The report raises further challenges for identity architects, including how to:
- Verify incapacitation when the user cannot authenticate
- Delegate authority when the delegator is deceased
- Manage passkeys and credential managers that die with their owner
- Provide auditable “on-behalf-of” access for executors.
AI deepfakes raise the stakes
The report also warns that emerging artificial intelligence (AI) technologies are creating new identity risks after death. Gen AI tools can now recreate realistic avatars or voice clones of deceased individuals, raising questions about consent and identity rights.
Without clear governance frameworks, the authors argue, individuals may have little control over how their likeness or data is used posthumously.

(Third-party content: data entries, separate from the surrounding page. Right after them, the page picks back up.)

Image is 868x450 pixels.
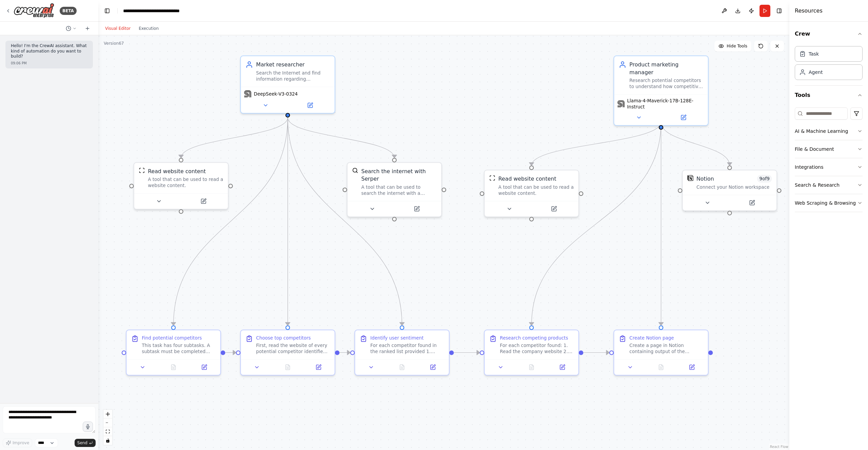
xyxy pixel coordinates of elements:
div: Find potential competitorsThis task has four subtasks. A subtask must be completed before startin... [126,330,221,375]
div: Find potential competitors [142,334,201,341]
div: Research competing products [500,334,568,341]
div: A tool that can be used to read a website content. [499,184,573,197]
button: zoom in [103,410,112,418]
g: Edge from 99900368-ee72-4bd6-bec0-ee56d4d8174d to af592322-b236-4dcf-9acc-8c4c521112b7 [177,117,292,157]
nav: breadcrumb [123,7,200,14]
g: Edge from e22ae5e0-738f-467a-ae9b-fe5d145b7dfe to fec8fcda-6fed-4b25-8721-4b5d9ea8f436 [657,122,734,165]
div: A tool that can be used to search the internet with a search_query. Supports different search typ... [361,184,436,197]
div: Search the Internet and find information regarding companies and products based on their descript... [256,70,330,82]
a: React Flow attribution [770,445,789,449]
button: Improve [3,439,33,447]
div: Product marketing managerResearch potential competitors to understand how competitive their produ... [613,56,709,126]
button: fit view [103,428,112,436]
div: Identify user sentiment [370,334,423,341]
button: Open in side panel [679,362,705,372]
button: No output available [158,362,189,372]
button: Hide left sidebar [103,7,112,16]
div: Tools [795,104,862,217]
g: Edge from a67efed6-de4c-48d7-93e6-7af0ac51bd89 to 33082f6c-29fc-499c-9680-201c5e92bd2a [339,348,350,356]
span: Improve [12,440,29,445]
div: Research competing productsFor each competitor found: 1. Read the company website 2. Identify any... [484,330,579,375]
span: Llama-4-Maverick-17B-128E-Instruct [627,98,705,110]
button: Click to speak your automation idea [83,421,93,431]
span: DeepSeek-V3-0324 [254,90,298,97]
button: Open in side panel [306,362,332,372]
g: Edge from 99900368-ee72-4bd6-bec0-ee56d4d8174d to 15750933-2968-4ed7-a4b8-a5851a6d6edd [283,117,398,157]
div: Create Notion pageCreate a page in Notion containing output of the previous under the following p... [613,330,709,375]
div: For each competitor found: 1. Read the company website 2. Identify any product, features, solutio... [500,343,573,355]
div: Notion [696,175,714,183]
button: Search & Research [795,176,862,194]
div: Research potential competitors to understand how competitive their products are based on their pr... [629,77,703,89]
g: Edge from e22ae5e0-738f-467a-ae9b-fe5d145b7dfe to 09a5112f-59b7-4ab0-9b94-382567540bfa [657,122,665,325]
span: Number of enabled actions [757,175,772,183]
div: NotionNotion9of9Connect your Notion workspace [682,170,778,211]
button: Execution [134,24,163,33]
button: Hide right sidebar [775,7,784,16]
button: Tools [795,86,862,104]
div: 09:06 PM [11,61,88,66]
button: Web Scraping & Browsing [795,194,862,211]
button: No output available [386,362,418,372]
button: Open in side panel [182,197,225,206]
button: Open in side panel [420,362,446,372]
p: Hello! I'm the CrewAI assistant. What kind of automation do you want to build? [11,44,88,60]
img: ScrapeWebsiteTool [139,168,145,173]
g: Edge from e22ae5e0-738f-467a-ae9b-fe5d145b7dfe to 0158647a-9853-411b-8154-9935f95d65b2 [528,122,665,165]
button: Switch to previous chat [63,24,79,33]
button: Open in side panel [289,101,332,110]
button: Open in side panel [730,198,774,208]
g: Edge from 33082f6c-29fc-499c-9680-201c5e92bd2a to ad41db11-dec4-426f-b376-744326582841 [454,348,479,356]
div: Choose top competitors [256,334,310,341]
g: Edge from 62e79998-bc46-4eaf-8c0a-56b8c8b8c6a2 to a67efed6-de4c-48d7-93e6-7af0ac51bd89 [225,348,236,356]
div: BETA [60,7,76,15]
button: Integrations [795,158,862,176]
div: A tool that can be used to read a website content. [148,176,223,189]
div: ScrapeWebsiteToolRead website contentA tool that can be used to read a website content. [484,170,579,217]
div: Version 67 [103,41,124,46]
div: Read website content [148,168,206,175]
img: Logo [14,3,54,19]
button: Open in side panel [191,362,217,372]
g: Edge from 99900368-ee72-4bd6-bec0-ee56d4d8174d to 62e79998-bc46-4eaf-8c0a-56b8c8b8c6a2 [170,117,292,325]
button: Open in side panel [532,204,575,213]
div: Identify user sentimentFor each competitor found in the ranked list provided 1. Search the Intern... [354,330,449,375]
button: Open in side panel [662,113,705,122]
button: Hide Tools [714,41,751,51]
button: toggle interactivity [103,436,112,445]
div: Agent [808,69,822,75]
g: Edge from ad41db11-dec4-426f-b376-744326582841 to 09a5112f-59b7-4ab0-9b94-382567540bfa [584,348,609,356]
span: Hide Tools [726,44,748,48]
div: For each competitor found in the ranked list provided 1. Search the Internet for Reddit posts tha... [370,343,444,355]
button: Crew [795,24,862,44]
div: Product marketing manager [629,61,703,75]
button: No output available [516,362,547,372]
h4: Resources [795,7,822,15]
div: First, read the website of every potential competitor identified in the previous task using its w... [256,343,330,355]
div: React Flow controls [103,410,112,445]
div: Crew [795,44,862,86]
div: Choose top competitorsFirst, read the website of every potential competitor identified in the pre... [241,330,336,375]
div: Market researcherSearch the Internet and find information regarding companies and products based ... [241,56,336,114]
button: zoom out [103,418,112,428]
g: Edge from 99900368-ee72-4bd6-bec0-ee56d4d8174d to 33082f6c-29fc-499c-9680-201c5e92bd2a [283,117,406,325]
button: File & Document [795,141,862,157]
div: ScrapeWebsiteToolRead website contentA tool that can be used to read a website content. [133,162,228,210]
div: Task [808,50,819,57]
span: Send [77,440,88,445]
div: Search the internet with Serper [361,168,436,183]
div: Connect your Notion workspace [696,184,772,190]
img: SerperDevTool [352,168,358,173]
img: ScrapeWebsiteTool [489,175,495,181]
g: Edge from e22ae5e0-738f-467a-ae9b-fe5d145b7dfe to ad41db11-dec4-426f-b376-744326582841 [528,122,665,325]
img: Notion [687,175,694,181]
div: Read website content [499,175,557,183]
button: No output available [271,362,304,372]
button: Start a new chat [82,24,93,33]
button: Open in side panel [549,362,575,372]
button: Open in side panel [395,204,438,213]
button: Visual Editor [101,24,134,33]
button: Send [75,439,96,447]
div: Market researcher [256,61,330,68]
div: This task has four subtasks. A subtask must be completed before starting the next one. Subtask 1 ... [142,343,215,355]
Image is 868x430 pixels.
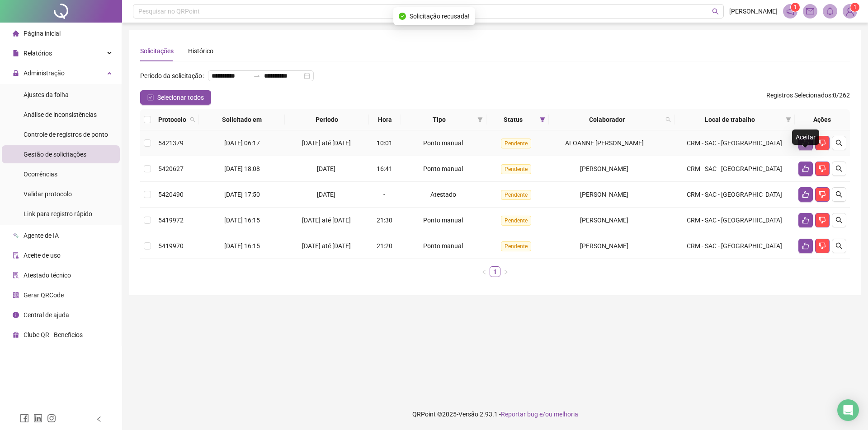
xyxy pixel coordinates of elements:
span: facebook [20,414,29,423]
div: Histórico [188,46,214,56]
span: search [835,191,842,198]
button: left [478,266,489,277]
span: Versão [459,411,478,418]
span: mail [806,7,814,15]
span: Local de trabalho [678,114,782,125]
span: Pendente [501,190,531,200]
span: Administração [24,70,65,77]
span: Solicitação recusada! [409,12,470,21]
span: like [802,191,809,198]
span: dislike [819,165,826,173]
span: - [383,191,385,198]
span: search [665,117,671,123]
span: 21:20 [377,242,392,250]
span: [DATE] 16:15 [225,242,260,250]
td: CRM - SAC - [GEOGRAPHIC_DATA] [674,157,794,182]
span: like [802,242,809,250]
span: notification [786,7,794,15]
span: dislike [819,139,826,147]
span: Pendente [501,164,531,174]
span: Atestado [430,191,456,198]
span: Tipo [404,114,474,125]
span: right [503,270,509,275]
span: Pendente [501,216,531,226]
span: 5420627 [158,165,184,173]
span: [DATE] 06:17 [225,139,260,147]
span: search [663,113,673,127]
span: Ponto manual [423,217,463,224]
span: Agente de IA [24,232,59,240]
span: Pendente [501,242,531,252]
span: search [188,113,197,127]
span: [DATE] até [DATE] [302,242,351,250]
span: left [482,270,487,275]
span: filter [477,117,483,123]
sup: Atualize o seu contato no menu Meus Dados [850,3,859,12]
span: 5419972 [158,217,184,224]
label: Período da solicitação [140,68,208,83]
span: 5419970 [158,242,184,250]
span: [DATE] até [DATE] [302,139,351,147]
span: Registros Selecionados [766,91,832,99]
td: CRM - SAC - [GEOGRAPHIC_DATA] [674,233,794,259]
span: solution [13,272,19,279]
sup: 1 [791,3,800,12]
span: Pendente [501,139,531,148]
span: file [13,50,19,56]
span: [DATE] [317,165,335,173]
span: info-circle [13,312,19,318]
span: [DATE] até [DATE] [302,217,351,224]
span: search [835,165,842,173]
span: audit [13,252,19,259]
span: Análise de inconsistências [24,111,97,118]
span: Controle de registros de ponto [24,131,108,138]
span: 21:30 [377,217,392,224]
span: like [802,217,809,224]
span: qrcode [13,292,19,298]
span: [DATE] 18:08 [225,165,260,173]
span: Validar protocolo [24,190,72,198]
a: 1 [490,267,500,277]
span: search [835,217,842,224]
span: dislike [819,242,826,250]
span: dislike [819,191,826,198]
span: Status [490,114,536,125]
span: lock [13,70,19,76]
span: Reportar bug e/ou melhoria [501,411,578,418]
span: : 0 / 262 [766,90,850,105]
span: swap-right [253,72,260,79]
span: 1 [794,4,797,10]
span: Central de ajuda [24,312,69,319]
span: home [13,30,19,36]
span: search [835,242,842,250]
li: 1 [489,266,500,277]
span: [PERSON_NAME] [580,242,628,250]
span: Gestão de solicitações [24,151,86,158]
span: Colaborador [553,114,662,125]
th: Hora [369,109,401,130]
span: search [190,117,195,123]
span: Aceite de uso [24,252,61,259]
footer: QRPoint © 2025 - 2.93.1 - [122,399,868,430]
span: left [96,417,102,422]
span: 1 [853,4,856,10]
span: [PERSON_NAME] [729,6,777,16]
span: 5420490 [158,191,184,198]
span: Ponto manual [423,242,463,250]
span: ALOANNE [PERSON_NAME] [565,139,643,147]
span: 10:01 [377,139,392,147]
span: [PERSON_NAME] [580,191,628,198]
span: to [253,72,260,79]
span: [PERSON_NAME] [580,217,628,224]
div: Aceitar [792,130,819,145]
img: 82424 [843,4,856,18]
span: Selecionar todos [157,93,204,102]
li: Página anterior [478,266,489,277]
div: Ações [798,114,846,125]
span: 5421379 [158,139,184,147]
span: search [712,8,719,15]
span: Atestado técnico [24,272,71,279]
span: Página inicial [24,30,61,37]
span: Ocorrências [24,171,58,178]
div: Solicitações [140,46,173,56]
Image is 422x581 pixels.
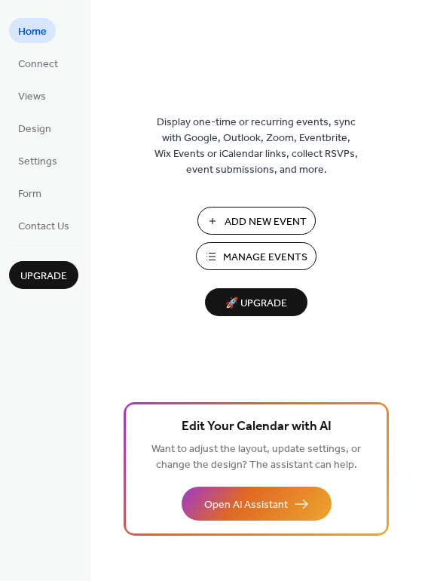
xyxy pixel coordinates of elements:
[214,293,299,314] span: 🚀 Upgrade
[9,180,51,205] a: Form
[18,24,47,40] span: Home
[9,148,66,173] a: Settings
[182,486,332,520] button: Open AI Assistant
[20,268,67,284] span: Upgrade
[9,213,78,238] a: Contact Us
[9,51,67,75] a: Connect
[155,115,358,178] span: Display one-time or recurring events, sync with Google, Outlook, Zoom, Eventbrite, Wix Events or ...
[205,288,308,316] button: 🚀 Upgrade
[9,18,56,43] a: Home
[152,439,361,475] span: Want to adjust the layout, update settings, or change the design? The assistant can help.
[9,261,78,289] button: Upgrade
[223,250,308,265] span: Manage Events
[18,186,41,202] span: Form
[18,89,46,105] span: Views
[196,242,317,270] button: Manage Events
[204,497,288,513] span: Open AI Assistant
[225,214,307,230] span: Add New Event
[18,219,69,234] span: Contact Us
[18,57,58,72] span: Connect
[18,154,57,170] span: Settings
[9,83,55,108] a: Views
[9,115,60,140] a: Design
[182,416,332,437] span: Edit Your Calendar with AI
[198,207,316,234] button: Add New Event
[18,121,51,137] span: Design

The OpenID Foundation is now calling for collaboration across governments, technology providers and standards bodies to develop interoperable solutions.
The report recommends that policymakers formally recognise digital assets in inheritance law, clarify identity and privacy rights after death, and establish frameworks capable of handling cross-border digital property.
The organisation also wants tech firms to build systems that move beyond credential sharing and support verifiable delegation models with clear consent, revocation and audit mechanisms.
Standards organisations should develop interoperable protocols for delegation, verifiable death or incapacity triggers, and trust frameworks for fiduciary credentials, the report says.
Some initiatives exist, including delegation work from the Kantara Initiative and digital public infrastructure efforts such as MOSIP, but these remain fragmented, it adds.